AT-301e · Module 1

Context Packaging

4 min read

A handoff is only as good as the context it carries. When HUNTER passes a qualified lead to CLOSER, the context package must contain everything CLOSER needs to start working — without CLOSER having to ask HUNTER follow-up questions. Every follow-up question is a round-trip that costs time, tokens, and momentum.

The context package has four layers. Layer 1 — Summary: a 2-3 sentence overview of what was done and why the handoff is happening. Layer 2 — Structured Data: the payload in the agreed schema (lead details, qualification score, interaction history). Layer 3 — Decision Log: the key decisions made during the upstream agent's work (why this lead was prioritized, what signals triggered qualification, what approaches were considered). Layer 4 — Open Questions: anything the upstream agent could not resolve that the downstream agent should be aware of. Omitting Layer 4 is the most common handoff failure — it forces the receiving agent to discover unknowns through trial and error.

  1. Layer 1: Summary Two to three sentences. What happened, what was produced, why it is being handed off. The receiving agent reads this first and knows immediately whether this is relevant to their current priorities.
  2. Layer 2: Structured Data The payload — validated against the agreed schema. No free-text substitutes. If the schema requires an ICP score, it gets an ICP score, not "seems like a good fit."
  3. Layer 3: Decision Log What was decided, what alternatives were considered, what trade-offs were made. The receiving agent inherits the decision context — they do not need to re-derive the reasoning.
  4. Layer 4: Open Questions What the sending agent could not resolve. Explicitly stated, not implied. "Budget not confirmed — prospect mentioned Q2 allocation cycle" is infinitely more useful than silence on the topic.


## [Exercise brief]
In your copy, include every line of the listing below exactly but none of the pictures.
[[ Input records, beginning ]]
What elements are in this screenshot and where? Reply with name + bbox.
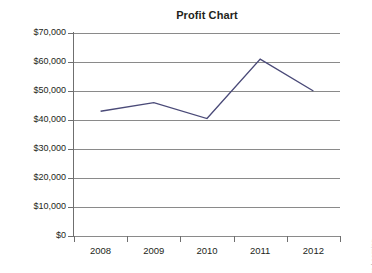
y-axis-tick-label: $10,000 xyxy=(4,201,66,211)
gridline xyxy=(74,236,340,237)
y-axis-tick xyxy=(68,62,74,63)
y-axis-tick-label: $0 xyxy=(4,230,66,240)
y-axis-tick-label: $30,000 xyxy=(4,143,66,153)
x-axis-tick xyxy=(287,236,288,242)
y-axis-tick xyxy=(68,178,74,179)
profit-line-path xyxy=(101,59,314,118)
x-axis-tick xyxy=(234,236,235,242)
y-axis-tick xyxy=(68,207,74,208)
y-axis-tick-label: $70,000 xyxy=(4,27,66,37)
x-axis-tick xyxy=(74,236,75,242)
y-axis-tick-label: $50,000 xyxy=(4,85,66,95)
y-axis-tick xyxy=(68,149,74,150)
x-axis-tick-label: 2008 xyxy=(74,245,128,256)
x-axis-tick-label: 2009 xyxy=(127,245,181,256)
y-axis-tick xyxy=(68,33,74,34)
y-axis-tick xyxy=(68,91,74,92)
y-axis-tick-label: $60,000 xyxy=(4,56,66,66)
x-axis-tick xyxy=(340,236,341,242)
y-axis-tick-label: $20,000 xyxy=(4,172,66,182)
x-axis-tick-label: 2011 xyxy=(233,245,287,256)
x-axis-tick-label: 2012 xyxy=(286,245,340,256)
plot-area xyxy=(74,33,340,236)
y-axis-tick xyxy=(68,236,74,237)
chart-title: Profit Chart xyxy=(74,9,340,21)
y-axis-labels: $0$10,000$20,000$30,000$40,000$50,000$60… xyxy=(0,0,66,273)
x-axis-tick-label: 2010 xyxy=(180,245,234,256)
x-axis-tick xyxy=(127,236,128,242)
y-axis-tick-label: $40,000 xyxy=(4,114,66,124)
x-axis-tick xyxy=(180,236,181,242)
profit-line-series xyxy=(74,33,340,236)
profit-chart-figure: Profit Chart $0$10,000$20,000$30,000$40,… xyxy=(0,0,372,273)
y-axis-tick xyxy=(68,120,74,121)
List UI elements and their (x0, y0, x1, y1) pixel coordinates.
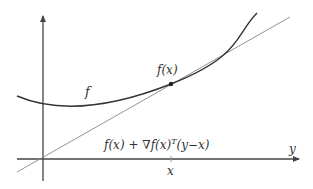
convex-curve (17, 13, 257, 106)
x-tick-label: x (167, 165, 174, 177)
tangent-formula-suffix: (y−x) (177, 138, 210, 152)
curve-label: f (85, 85, 90, 98)
tangent-formula: f(x) + ∇f(x)T(y−x) (104, 138, 210, 151)
tangent-point (169, 82, 173, 86)
convexity-diagram: f f(x) f(x) + ∇f(x)T(y−x) x y (0, 0, 313, 189)
point-label: f(x) (157, 64, 178, 76)
diagram-canvas (0, 0, 313, 189)
x-axis-label: y (289, 143, 296, 155)
tangent-formula-prefix: f(x) + ∇f(x) (104, 138, 171, 152)
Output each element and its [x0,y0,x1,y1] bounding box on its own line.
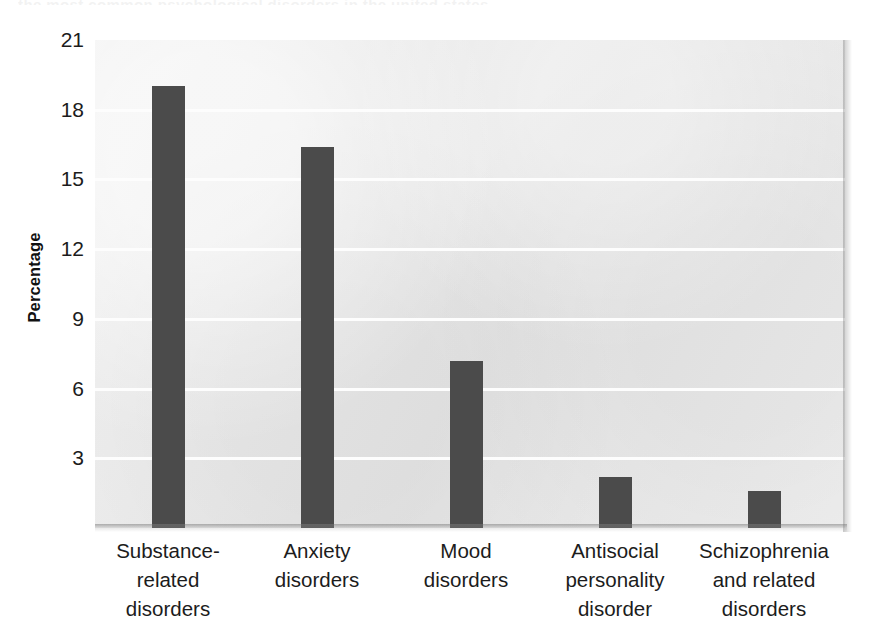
y-tick-label-21: 21 [38,29,84,50]
gridline-12 [95,248,845,251]
gridline-18 [95,109,845,112]
bar-4 [748,491,781,528]
x-tick-label-line: Schizophrenia [671,536,857,565]
bar-2 [450,361,483,528]
y-tick-label-15: 15 [38,168,84,189]
y-tick-label-6: 6 [38,378,84,399]
bar-3 [599,477,632,528]
plot-bottom-shadow [95,524,847,532]
x-tick-label-line: disorders [75,594,261,623]
y-tick-label-12: 12 [38,238,84,259]
x-axis-tick-labels: Substance-relateddisordersAnxietydisorde… [95,536,845,636]
plot-right-shadow [843,40,852,532]
y-tick-label-3: 3 [38,447,84,468]
gridline-15 [95,178,845,181]
plot-area [95,40,845,528]
gridline-9 [95,318,845,321]
y-tick-label-9: 9 [38,308,84,329]
bar-1 [301,147,334,528]
x-tick-label-4: Schizophreniaand relateddisorders [671,536,857,623]
bar-0 [152,86,185,528]
x-tick-label-line: and related [671,565,857,594]
x-tick-label-line: disorders [671,594,857,623]
bar-chart-figure: Percentage 21181512963 Substance-related… [0,0,872,637]
y-tick-label-18: 18 [38,99,84,120]
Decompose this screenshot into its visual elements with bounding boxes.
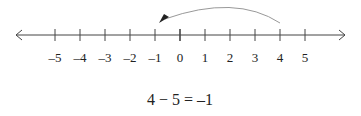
tick-label: 5 <box>302 50 309 65</box>
tick-label: 1 <box>202 50 209 65</box>
tick-label: –1 <box>148 50 162 65</box>
tick-label: 3 <box>252 50 259 65</box>
tick-label: 0 <box>177 50 184 65</box>
number-line-diagram: –5–4–3–2–1012345 4 − 5 = –1 <box>0 0 361 116</box>
tick-label: –3 <box>98 50 112 65</box>
jump-arrow-curve <box>165 7 280 23</box>
tick-label: –2 <box>123 50 137 65</box>
tick-label: 4 <box>277 50 284 65</box>
tick-label: 2 <box>227 50 234 65</box>
equation-text: 4 − 5 = –1 <box>147 91 213 108</box>
tick-label: –4 <box>73 50 88 65</box>
tick-labels: –5–4–3–2–1012345 <box>48 50 309 65</box>
tick-label: –5 <box>48 50 62 65</box>
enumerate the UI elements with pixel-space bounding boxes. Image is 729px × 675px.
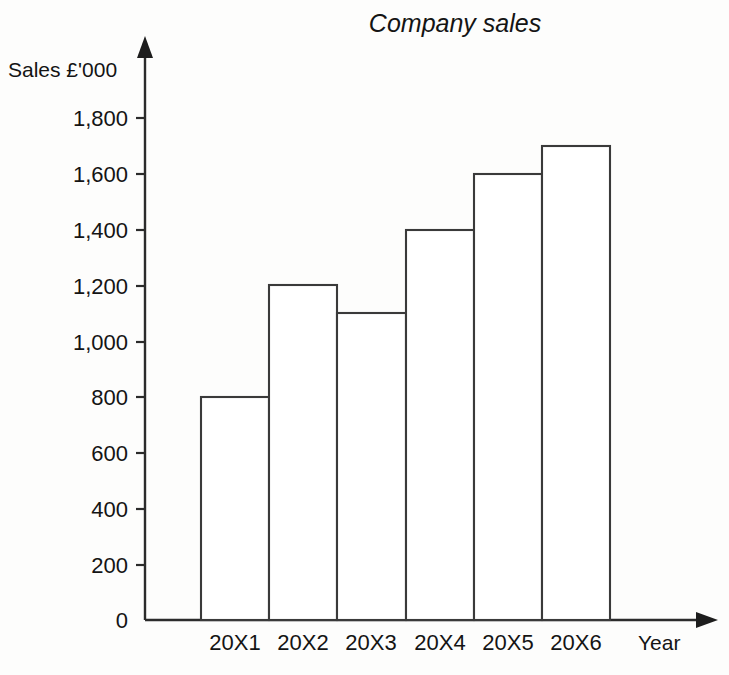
- y-tick-label: 600: [91, 441, 128, 466]
- bar-20X3: [337, 313, 406, 620]
- y-tick-label: 1,200: [73, 274, 128, 299]
- y-tick-label: 1,400: [73, 218, 128, 243]
- x-tick-label-20X1: 20X1: [209, 630, 260, 655]
- x-tick-label-20X2: 20X2: [277, 630, 328, 655]
- x-axis-label: Year: [638, 631, 680, 654]
- bars-group: [201, 146, 610, 620]
- y-axis-ticks: 1,800 1,600 1,400 1,200 1,000 800 600 40…: [73, 106, 145, 633]
- x-tick-label-20X4: 20X4: [414, 630, 465, 655]
- y-tick-label: 800: [91, 385, 128, 410]
- y-tick-label: 1,600: [73, 162, 128, 187]
- x-tick-label-20X6: 20X6: [550, 630, 601, 655]
- bar-20X5: [474, 174, 542, 620]
- arrow-right-icon: [696, 612, 718, 628]
- bar-20X2: [269, 285, 337, 620]
- y-tick-label: 1,800: [73, 106, 128, 131]
- x-tick-label-20X5: 20X5: [482, 630, 533, 655]
- y-tick-label: 1,000: [73, 330, 128, 355]
- company-sales-bar-chart: Company sales Sales £'000 1,800 1,600 1,…: [0, 0, 729, 675]
- y-tick-label: 200: [91, 553, 128, 578]
- bar-20X1: [201, 397, 269, 620]
- x-axis-ticks: 20X1 20X2 20X3 20X4 20X5 20X6: [209, 630, 601, 655]
- y-axis-label: Sales £'000: [8, 58, 117, 81]
- chart-container: Company sales Sales £'000 1,800 1,600 1,…: [0, 0, 729, 675]
- x-tick-label-20X3: 20X3: [345, 630, 396, 655]
- chart-title: Company sales: [369, 9, 541, 37]
- y-tick-label: 0: [116, 608, 128, 633]
- bar-20X4: [406, 230, 474, 620]
- arrow-up-icon: [137, 36, 153, 58]
- y-tick-label: 400: [91, 497, 128, 522]
- bar-20X6: [542, 146, 610, 620]
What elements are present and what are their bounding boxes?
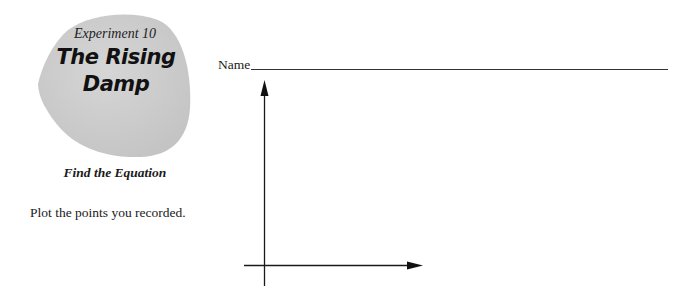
y-axis <box>261 80 269 286</box>
x-axis <box>244 262 423 270</box>
y-axis-arrow-icon <box>261 80 269 96</box>
x-axis-arrow-icon <box>407 262 423 270</box>
blank-graph-axes <box>0 0 683 298</box>
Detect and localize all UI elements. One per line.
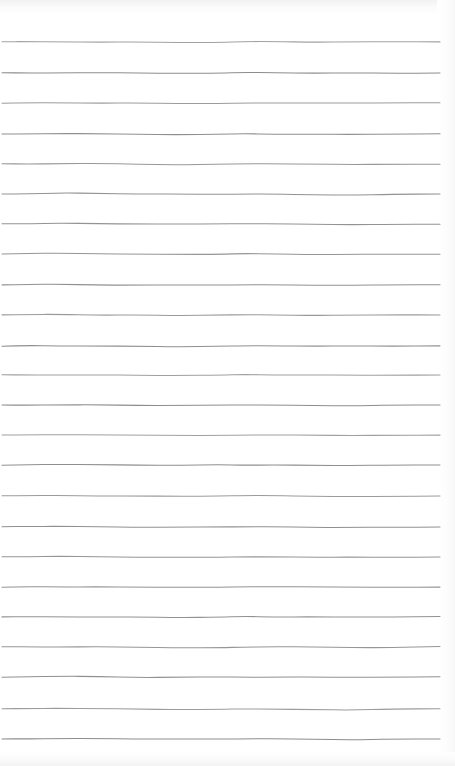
[[ Input records, end ]]
## [Problem solution]
What elements are in this screenshot and where? Reply with name + bbox.
y-axis-tick-label: $10,000 xyxy=(4,201,66,211)
gridline xyxy=(74,236,340,237)
y-axis-tick xyxy=(68,62,74,63)
y-axis-tick-label: $0 xyxy=(4,230,66,240)
y-axis-tick-label: $30,000 xyxy=(4,143,66,153)
x-axis-tick xyxy=(287,236,288,242)
y-axis-tick xyxy=(68,178,74,179)
profit-line-path xyxy=(101,59,314,118)
x-axis-tick xyxy=(234,236,235,242)
y-axis-tick xyxy=(68,207,74,208)
y-axis-tick-label: $70,000 xyxy=(4,27,66,37)
x-axis-tick xyxy=(74,236,75,242)
y-axis-tick-label: $50,000 xyxy=(4,85,66,95)
y-axis-tick xyxy=(68,149,74,150)
x-axis-tick-label: 2008 xyxy=(74,245,128,256)
x-axis-tick-label: 2009 xyxy=(127,245,181,256)
y-axis-tick xyxy=(68,33,74,34)
y-axis-tick xyxy=(68,91,74,92)
y-axis-tick-label: $60,000 xyxy=(4,56,66,66)
x-axis-tick xyxy=(340,236,341,242)
y-axis-tick-label: $20,000 xyxy=(4,172,66,182)
x-axis-tick-label: 2011 xyxy=(233,245,287,256)
x-axis-tick-label: 2012 xyxy=(286,245,340,256)
plot-area xyxy=(74,33,340,236)
y-axis-tick xyxy=(68,236,74,237)
chart-title: Profit Chart xyxy=(74,9,340,21)
y-axis-labels: $0$10,000$20,000$30,000$40,000$50,000$60… xyxy=(0,0,66,273)
x-axis-tick-label: 2010 xyxy=(180,245,234,256)
x-axis-tick xyxy=(127,236,128,242)
y-axis-tick-label: $40,000 xyxy=(4,114,66,124)
x-axis-tick xyxy=(180,236,181,242)
profit-line-series xyxy=(74,33,340,236)
profit-chart-figure: Profit Chart $0$10,000$20,000$30,000$40,… xyxy=(0,0,372,273)
y-axis-tick xyxy=(68,120,74,121)
List UI elements and their (x0, y0, x1, y1) pixel coordinates.
convex-curve (17, 13, 257, 106)
x-tick-label: x (167, 165, 174, 177)
tangent-formula-suffix: (y−x) (177, 138, 210, 152)
curve-label: f (85, 85, 90, 98)
tangent-formula: f(x) + ∇f(x)T(y−x) (104, 138, 210, 151)
tangent-point (169, 82, 173, 86)
convexity-diagram: f f(x) f(x) + ∇f(x)T(y−x) x y (0, 0, 313, 189)
point-label: f(x) (157, 64, 178, 76)
diagram-canvas (0, 0, 313, 189)
x-axis-label: y (289, 143, 296, 155)
tangent-formula-prefix: f(x) + ∇f(x) (104, 138, 171, 152)
Output each element and its [x0,y0,x1,y1] bounding box on its own line.
y-tick-label-21: 21 [38,29,84,50]
gridline-12 [95,248,845,251]
gridline-18 [95,109,845,112]
bar-4 [748,491,781,528]
x-tick-label-line: Schizophrenia [671,536,857,565]
bar-2 [450,361,483,528]
y-tick-label-15: 15 [38,168,84,189]
y-tick-label-6: 6 [38,378,84,399]
bar-3 [599,477,632,528]
plot-bottom-shadow [95,524,847,532]
x-tick-label-line: disorders [75,594,261,623]
y-tick-label-12: 12 [38,238,84,259]
x-axis-tick-labels: Substance-relateddisordersAnxietydisorde… [95,536,845,636]
plot-right-shadow [843,40,852,532]
y-tick-label-3: 3 [38,447,84,468]
gridline-15 [95,178,845,181]
plot-area [95,40,845,528]
gridline-9 [95,318,845,321]
y-tick-label-9: 9 [38,308,84,329]
bar-1 [301,147,334,528]
x-tick-label-4: Schizophreniaand relateddisorders [671,536,857,623]
bar-0 [152,86,185,528]
x-tick-label-line: and related [671,565,857,594]
x-tick-label-line: disorders [671,594,857,623]
bar-chart-figure: Percentage 21181512963 Substance-related… [0,0,872,637]
y-tick-label-18: 18 [38,99,84,120]
Decompose this screenshot into its visual elements with bounding boxes.
tick-label: 5 <box>302 50 309 65</box>
tick-label: 1 <box>202 50 209 65</box>
tick-label: –1 <box>148 50 162 65</box>
tick-label: 3 <box>252 50 259 65</box>
tick-label: 0 <box>177 50 184 65</box>
number-line-diagram: –5–4–3–2–1012345 4 − 5 = –1 <box>0 0 361 116</box>
tick-label: –3 <box>98 50 112 65</box>
jump-arrow-curve <box>165 7 280 23</box>
tick-label: –2 <box>123 50 137 65</box>
tick-label: 4 <box>277 50 284 65</box>
tick-label: 2 <box>227 50 234 65</box>
equation-text: 4 − 5 = –1 <box>147 91 213 108</box>
tick-label: –4 <box>73 50 88 65</box>
tick-labels: –5–4–3–2–1012345 <box>48 50 309 65</box>
tick-label: –5 <box>48 50 62 65</box>
enumerate the UI elements with pixel-space bounding boxes. Image is 729px × 675px.
- y-tick-label: 600: [91, 441, 128, 466]
- bar-20X3: [337, 313, 406, 620]
- y-tick-label: 1,200: [73, 274, 128, 299]
- y-tick-label: 1,400: [73, 218, 128, 243]
- x-tick-label-20X1: 20X1: [209, 630, 260, 655]
- x-tick-label-20X2: 20X2: [277, 630, 328, 655]
- x-axis-label: Year: [638, 631, 680, 654]
- bars-group: [201, 146, 610, 620]
- y-axis-ticks: 1,800 1,600 1,400 1,200 1,000 800 600 40…: [73, 106, 145, 633]
- x-tick-label-20X4: 20X4: [414, 630, 465, 655]
- y-tick-label: 800: [91, 385, 128, 410]
- y-tick-label: 1,600: [73, 162, 128, 187]
- x-tick-label-20X6: 20X6: [550, 630, 601, 655]
- bar-20X5: [474, 174, 542, 620]
- arrow-right-icon: [696, 612, 718, 628]
- bar-20X2: [269, 285, 337, 620]
- y-tick-label: 1,800: [73, 106, 128, 131]
- x-tick-label-20X5: 20X5: [482, 630, 533, 655]
- y-tick-label: 1,000: [73, 330, 128, 355]
- company-sales-bar-chart: Company sales Sales £'000 1,800 1,600 1,…: [0, 0, 729, 675]
- y-tick-label: 200: [91, 553, 128, 578]
- bar-20X1: [201, 397, 269, 620]
- x-axis-ticks: 20X1 20X2 20X3 20X4 20X5 20X6: [209, 630, 601, 655]
- y-axis-label: Sales £'000: [8, 58, 117, 81]
- chart-container: Company sales Sales £'000 1,800 1,600 1,…: [0, 0, 729, 675]
- x-tick-label-20X3: 20X3: [345, 630, 396, 655]
- chart-title: Company sales: [369, 9, 541, 37]
- y-tick-label: 0: [116, 608, 128, 633]
- bar-20X4: [406, 230, 474, 620]
- arrow-up-icon: [137, 36, 153, 58]
- y-tick-label: 400: [91, 497, 128, 522]
- bar-20X6: [542, 146, 610, 620]
What elements are present and what are their bounding boxes?
y-axis <box>261 80 269 286</box>
x-axis <box>244 262 423 270</box>
y-axis-arrow-icon <box>261 80 269 96</box>
x-axis-arrow-icon <box>407 262 423 270</box>
blank-graph-axes <box>0 0 683 298</box>
Detect and localize all UI elements. One per line.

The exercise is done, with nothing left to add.